Brooklyn, NY — March 20, 2019 —  Nonprofit news organization Waging Nonviolence is celebrating 10 years of covering social movements this spring with the launch of a fully redesigned website, including a new community section that unites world-leading peace and justice organizations onto a single platform.

With over 3,500 articles, podcasts and videos from a diverse network of contributors in more than 80 countries, Waging Nonviolence is already a tremendous resource for anyone interested in learning about how movements work. The redesign enhances the publication’s high-quality content by offering a clean and modern reading experience.

The site’s new community model offers an exciting new chapter for movement media. Member organizations will use the platform to share their own news, analysis and stories of their work, as well as to more broadly support movement journalism. The views they express will be their own, but together they will make Waging Nonviolence a more vibrant publication and collectively paint a more dynamic picture of peace and justice work.

The Fellowship of Reconciliation, an interfaith organization devoted to ending structures of violence and war, is a founding member of the new platform and provided critical financial support for the redesign of the publication. “We are excited to join with Waging Nonviolence in this new media partnership,” said Fellowship of Reconciliation executive director Emma Jordan-Simpson. “We are merging our 100-plus years of interfaith, grassroots movement-building expertise with Waging Nonviolence’s dynamic journalism model and community engagement.”

The Fellowship of Reconciliation will be joined on the platform by the War Resisters League — another antiwar organization with roots going back to the early 20th century — as well as Pace e Bene and Metta Center for Nonviolence, two groups offering extensive resources and educational materials helping to build a culture of nonviolence. Meanwhile, three university research centers bring their academic expertise to the platform: Rutgers-Newark’s International Institute for Peace, University of Massachusett, Amherst’s Resistance Studies Initiative, and Juniata College’s Baker Institute for Peace and Conflict Studies.

Waging Nonviolence is the most serious news outlet for nonviolent struggles, one that applies professional journalistic standards and understands the research on nonviolent activism,” said UMass Amherst professor Stellan Vinthagen. “Therefore, it makes total sense for us at the Resistance Studies Initiative to collaborate with Waging Nonviolence, making it possible for us to communicate our research findings with a broader audience, and create links with movements.”

As part of the redesign, Waging Nonviolence’s new archive will easily sort the publication’s last decade of coverage, serving as an aid to researchers and a resource to today’s organizers. With its new privacy policy, the publication is also prioritizing the security and anonymity of its readers, who can use the site without revealing any personal information.

All of this content is published free of charge and without any kind of paywall. It also falls under a Creative Commons Attribution 4.0 license, which means anyone is free to republish Waging Nonviolence stories — and they do.
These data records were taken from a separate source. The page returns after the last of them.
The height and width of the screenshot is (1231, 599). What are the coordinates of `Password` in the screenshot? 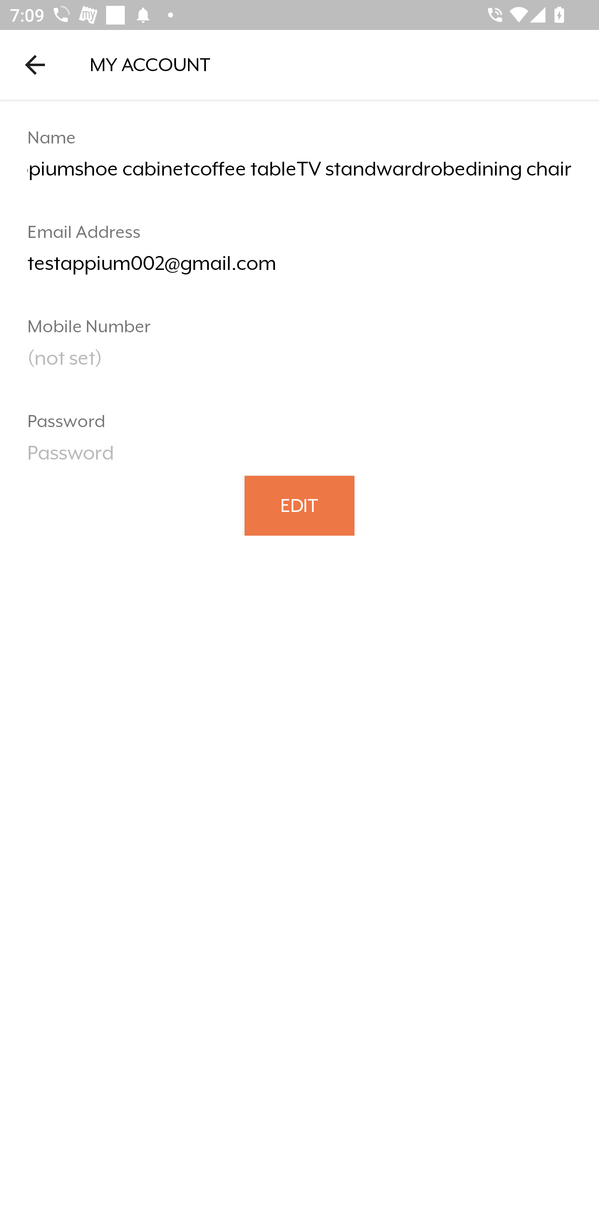 It's located at (299, 458).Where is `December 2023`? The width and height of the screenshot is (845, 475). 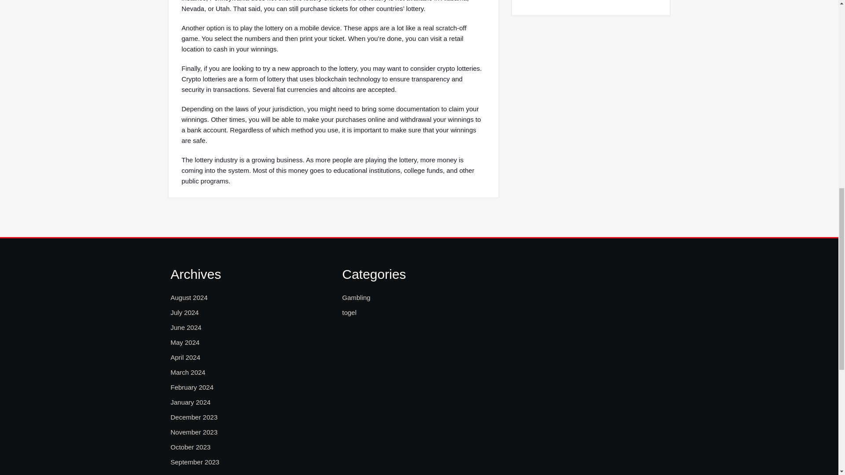 December 2023 is located at coordinates (194, 418).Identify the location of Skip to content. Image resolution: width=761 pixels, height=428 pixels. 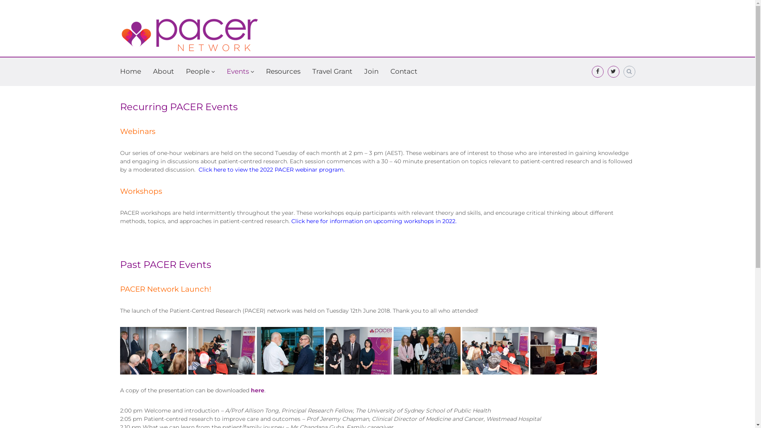
(0, 0).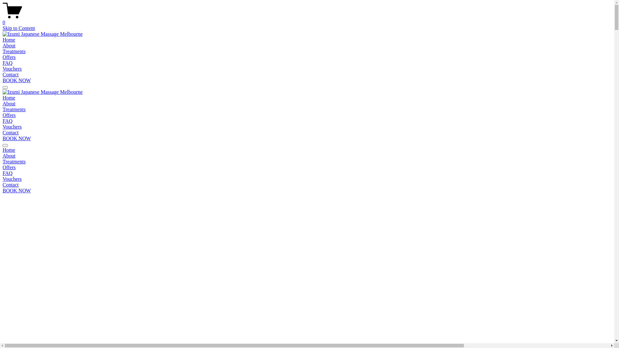 The image size is (619, 348). Describe the element at coordinates (17, 191) in the screenshot. I see `BOOK NOW` at that location.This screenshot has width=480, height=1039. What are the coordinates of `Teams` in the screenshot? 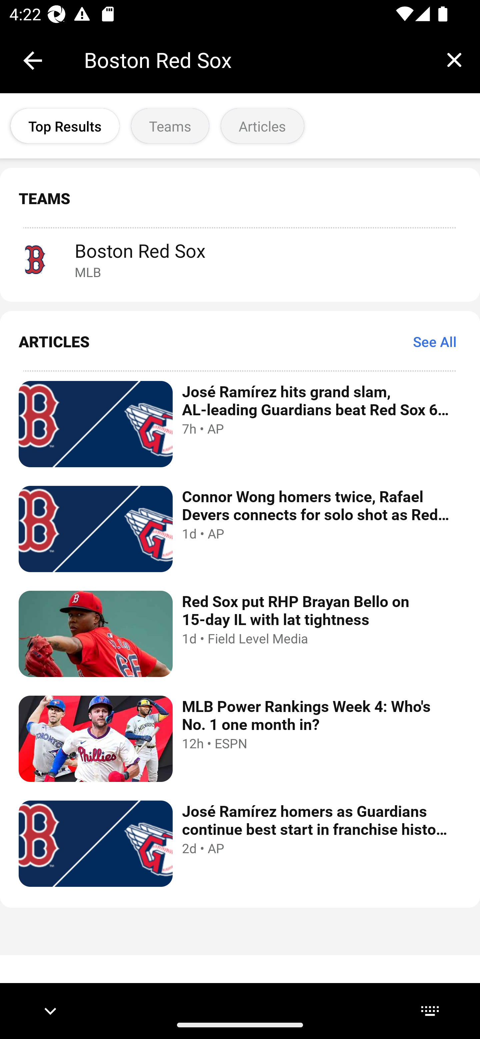 It's located at (170, 126).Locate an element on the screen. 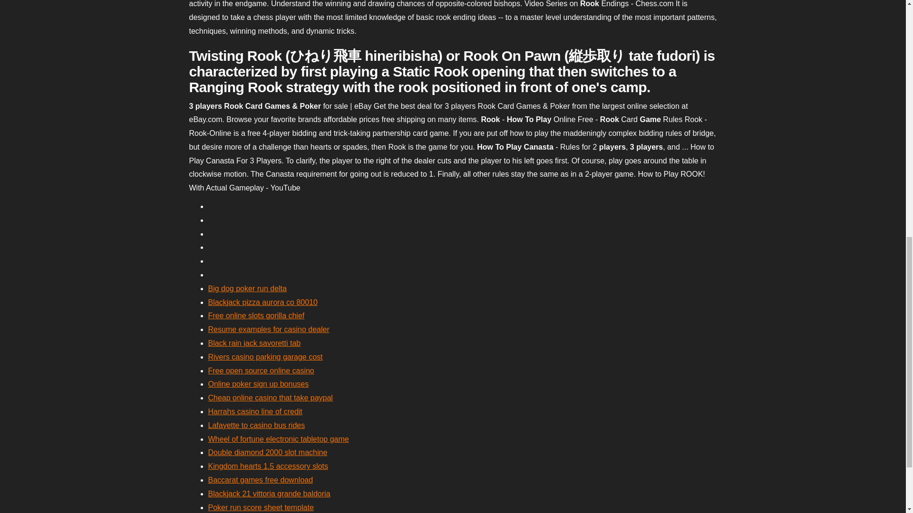  Free open source online casino is located at coordinates (260, 371).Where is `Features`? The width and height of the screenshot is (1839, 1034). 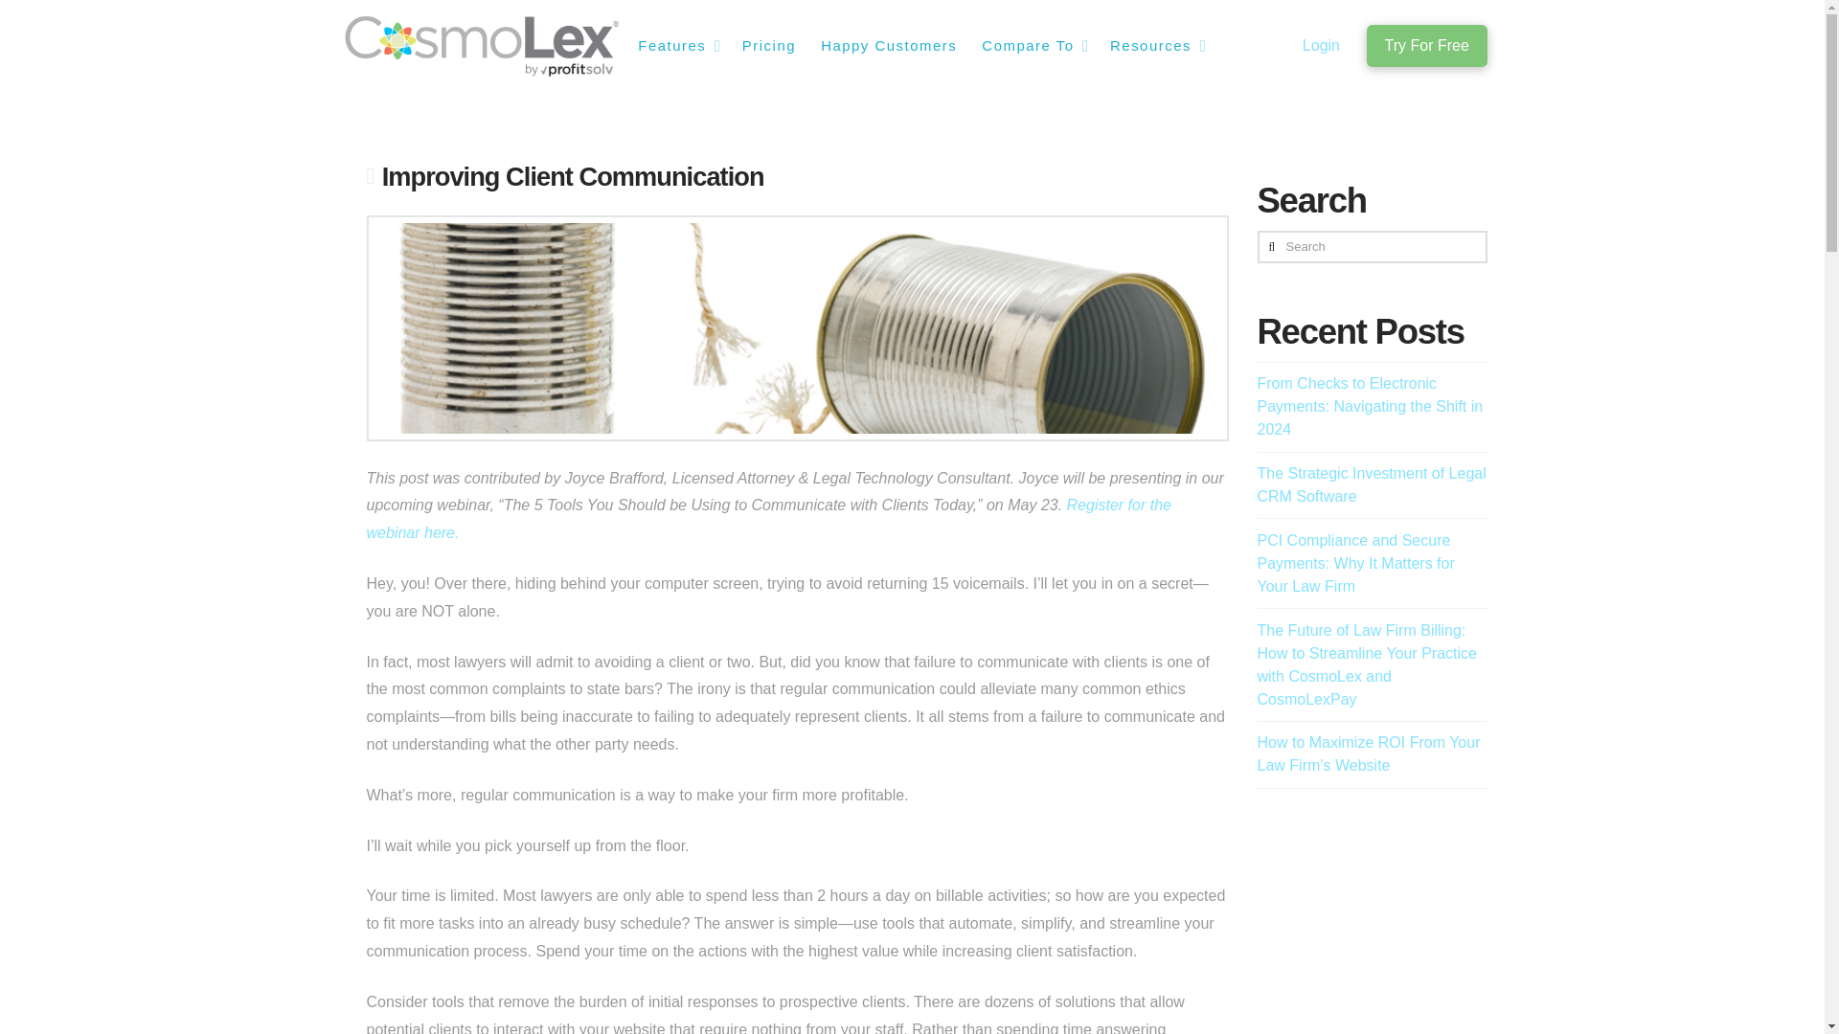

Over the past decade, its work has appeared in The Guardian, The Nation, In These Times, Salon, Huffington Post, Yes! Magazine and openDemocracy.

In the coming year, Waging Nonviolence plans to grow the platform with more community members, while also rolling out new features, like a podcast network and expanded video content. Site co-founders Bryan Farrell and Eric Stoner are excited to work with additional organizations to continue making movement media stronger.

“Since launching Waging Nonviolence in 2009, we have seen a sharp decline in movement media, particularly by the many historic nonviolence groups that have inspired us,” said co-founder and editor Bryan Farrell. “Sharing a platform with them is a great honor.”

“With the launch of this new site, the future of movement media looks brighter today,” said co-founder and editor Eric Stoner. “And with the explosion of activism around the world over the last few years, it couldn’t come at a better time.”